At 9,642 feet in the Bighorn Mountains of Wyoming, a circle of limestone boulders forms one of North America's most mysterious prehistoric sites. The Bighorn Medicine Wheel is 80 feet across, with 28 spokes radiating from a central cairn to a rim of stones. It's old - perhaps 500 to 800 years - but no one knows exactly who built it or why. The wheel aligns with the summer solstice sunrise and with the rising points of several stars. Native American tribes consider it sacred, a place for vision quests and ceremonies that continues to be used today. Offerings of cloth and tobacco hang from the fence that now surrounds the site. The Medicine Wheel is both archaeological site and living sacred space - a place where the ancient and contemporary meet on a windswept mountaintop.
The Bighorn Medicine Wheel consists of a central cairn (stone pile) about 12 feet in diameter, surrounded by a ring of stones 80 feet across. Twenty-eight spokes of stones connect the center to the rim. Six smaller cairns sit on or near the rim. The stones are local limestone, gathered and placed by hand centuries ago. The construction required substantial effort - the site is remote, high, and only accessible during summer months. Similar medicine wheels exist across the northern Great Plains, from Wyoming to Alberta, but the Bighorn wheel is the largest and best preserved. Its precision suggests careful planning, though the planners left no written record.
Astronomer John Eddy studied the Medicine Wheel in the 1970s and found significant alignments. The line from the central cairn to a cairn on the rim points to the summer solstice sunrise. Other cairn pairs align with the rising points of the stars Aldebaran, Rigel, and Sirius at the time of solstice. These stars were visible briefly at dawn during summer solstice when the wheel was built. Whether the alignments are intentional or coincidental remains debated - with enough points, some alignments are inevitable. But the solstice alignment appears deliberate: the wheel marks the longest day of the year on a mountain where winter would make observation impossible.
No one knows who built the Bighorn Medicine Wheel. Oral traditions among the Crow, Cheyenne, Arapaho, and other tribes associate medicine wheels with various purposes: astronomical observation, ceremonial space, memorial markers, teaching tools. Some traditions attribute the wheels to ancient people who predated current tribes. Archaeological evidence is limited - the stones don't preserve organic material for radiocarbon dating. The wheel is old enough that its builders' specific identity has been lost. It's a reminder that the Great Plains have been inhabited for thousands of years by peoples whose histories are mostly unwritten.
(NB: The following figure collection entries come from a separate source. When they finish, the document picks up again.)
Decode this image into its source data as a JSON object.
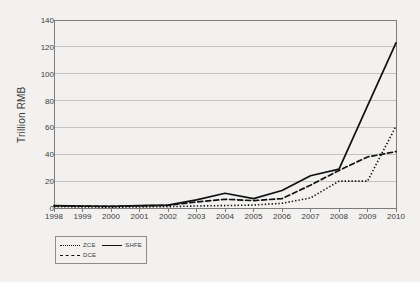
{
  "chart_data": {
    "type": "line",
    "title": "",
    "xlabel": "",
    "ylabel": "Trillion RMB",
    "categories": [
      "1998",
      "1999",
      "2000",
      "2001",
      "2002",
      "2003",
      "2004",
      "2005",
      "2006",
      "2007",
      "2008",
      "2009",
      "2010"
    ],
    "x": [
      1998,
      1999,
      2000,
      2001,
      2002,
      2003,
      2004,
      2005,
      2006,
      2007,
      2008,
      2009,
      2010
    ],
    "xlim": [
      1998,
      2010
    ],
    "ylim": [
      0,
      140
    ],
    "yticks": [
      0,
      20,
      40,
      60,
      80,
      100,
      120,
      140
    ],
    "ytick_labels": [
      "0",
      "20",
      "40",
      "60",
      "80",
      "100",
      "120",
      "140"
    ],
    "grid": "horizontal",
    "legend_position": "below-left",
    "series": [
      {
        "name": "ZCE",
        "style": "dotted",
        "color": "#111111",
        "values": [
          1.0,
          0.8,
          0.6,
          0.8,
          1.0,
          1.5,
          1.8,
          2.2,
          3.5,
          7.5,
          20.0,
          20.0,
          61.0
        ]
      },
      {
        "name": "DCE",
        "style": "dashed",
        "color": "#111111",
        "values": [
          1.6,
          1.4,
          1.2,
          1.6,
          2.0,
          4.5,
          6.5,
          5.5,
          7.0,
          17.0,
          28.0,
          38.0,
          42.0
        ]
      },
      {
        "name": "SHFE",
        "style": "solid",
        "color": "#111111",
        "values": [
          1.8,
          1.5,
          1.3,
          1.8,
          2.2,
          6.0,
          11.0,
          7.0,
          13.0,
          24.0,
          29.0,
          76.0,
          123.0
        ]
      }
    ]
  },
  "legend": {
    "rows": [
      [
        {
          "label": "ZCE",
          "style": "dotted"
        },
        {
          "label": "SHFE",
          "style": "solid"
        }
      ],
      [
        {
          "label": "DCE",
          "style": "dashed"
        }
      ]
    ]
  }
}
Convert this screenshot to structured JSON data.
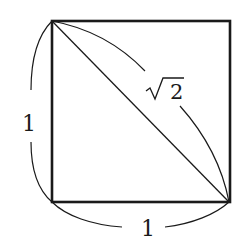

For many Native American tribes, the Bighorn Medicine Wheel is sacred ground. Vision quests continue to occur here. Ceremonies mark the solstice. Prayer cloths and tobacco offerings accumulate on the fence surrounding the site. The Forest Service, which manages the land, restricts access during certain times for Native ceremonial use. This dual nature - archaeological site and living sacred space - creates management challenges. Tourists want access; tribes want privacy. The current compromise allows both, imperfectly. Visitors are asked to respect the sacred nature of the site, to leave offerings undisturbed, and to understand that they're visiting someone's church.
The Bighorn Medicine Wheel is located in the Bighorn National Forest, about 70 miles east of Lovell, Wyoming. The access road (Forest Road 12) is open approximately late June through September, depending on snow. The last 1.5 miles to the site is a walking trail; no vehicles. Interpretive signs explain the site's history and significance. Visitors should respect the sacred nature of the site: don't touch the stones, leave offerings undisturbed, and maintain quiet. The Forest Service may close the site for Native ceremonies. Billings, Montana, is 100 miles north; the nearest commercial airport is there. The drive and hike are worth it - the wheel itself is modest, but the setting and significance are profound.
Located at 44.83°N, 107.92°W atop Medicine Mountain in the Bighorn Range of Wyoming. From altitude, the Medicine Wheel is barely visible - a ring of pale stones on a high alpine meadow. The Bighorn Mountains run north-south; the wheel sits near the western edge of the range. Lovell, Wyoming, is to the west in the Bighorn Basin. The terrain is dramatic - the Bighorns rise abruptly from the basin floor. The site is above treeline, surrounded by alpine meadow. Billings, Montana, is 100 miles north. The isolation is apparent from altitude - no roads, no structures, just mountains.